The end came quickly for Newtown’s most famous eyesore. The Texaco gas station on Church Hill Road was torn to the ground in little more than an hour last Friday morning.

 Newtown resident Dave Rosato of DGR Contracting & Demolition arrived at the scene just before 8 am and wasted little time in bringing the building to the ground. His excavator had little trouble smashing through walls and ripping apart brick. The old station offered little resistance.

“It came down pretty easy,” Mr Rosato said.

As the demolition work took place, passersby looked on with great interest. Some even stopped in for a closer look, including Randy Oberg, whose family once ran Oberg’s Service Station there until 1988 when it closed for good. Randy grabbed a brick from the scene for posterity.

The four-acre site is the property of Ernie Wiehl, who only recently agreed to allow the gas station to come down. DGR did the work at no cost, and the town was responsible for removal of the debris.

Crews from the Newtown Highway Department were on the scene for most of the morning and carted several large loads of twisted metal from the scene. An old Pepsi machine was spotted amid the rubble, as were hundreds of pieces of paper, some of them old sales slips from Oberg’s.

DGR Contracting & Demolition has done its part to remove Newtown’s eyesores – at no charge. Two years ago, DGR knocked down the former Hi-Way Cleaners building across from Blue Colony Diner, further down Church Hill Road. He also took down a large white house behind Trinity Church five years ago. Mr Rosato has been hired to do other demolition work for the town in the past.
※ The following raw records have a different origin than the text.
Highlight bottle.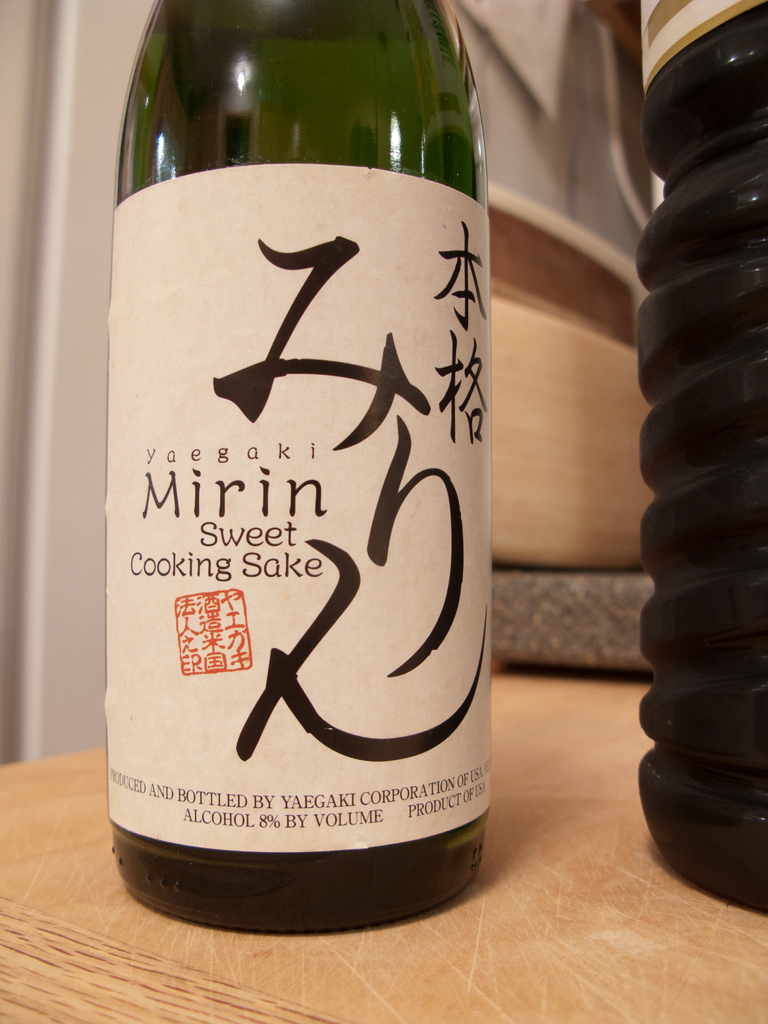
Highlighted region: 86,27,524,914.
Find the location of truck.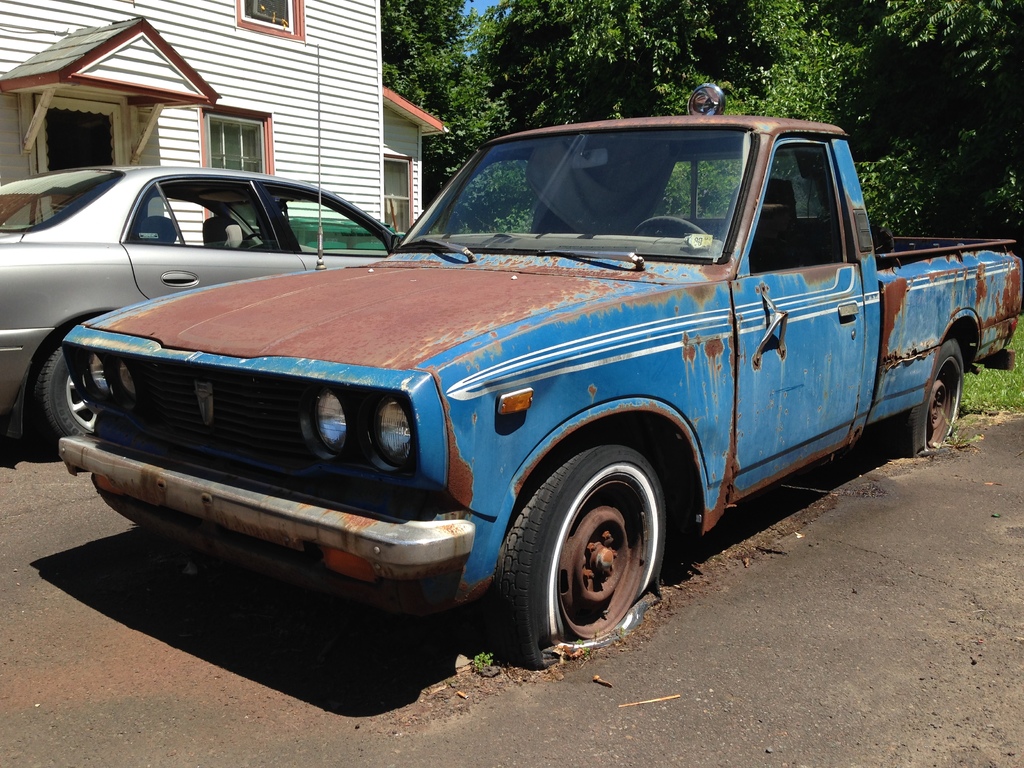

“He’s a community-oriented guy,” Mr Rosenthal said. “He helped out a lot with the Booster Club’s concession stand at the high school football field, too.”

Mr Rosato also knocked down the old White Birch building several years ago. The former “biker bar” sat at the corner of Church Hill Road and Queen Street, in the lot adjacent to the old Texaco station. A fire destroyed the building and it sat vacant for several years until DGR took it down.

Mr Rosenthal recently proposed the creation of a blight ordinance, which, if approved, would give the town the authority to remove eyesores such as the gas station or such things as old, broken down cars from residential property. Mr Wiehl, who now lives in Florida, reportedly read an article in The Newtown Bee on the blight ordinance and decided to contact Mr Rosenthal.

“I’ve been trying to work various methods and nothing was really working. Mr Wiehl had been reluctant to do anything there because he had a couple of potential users for the site. He did not want to jeopardize that,” Mr Rosenthal said.

The first selectman said there was no word on what type of users they are.

Six years ago, Mr Wiehl was negotiating to sell the property to Big Y Shopping Center owner Joe Kasper. That deal fell through.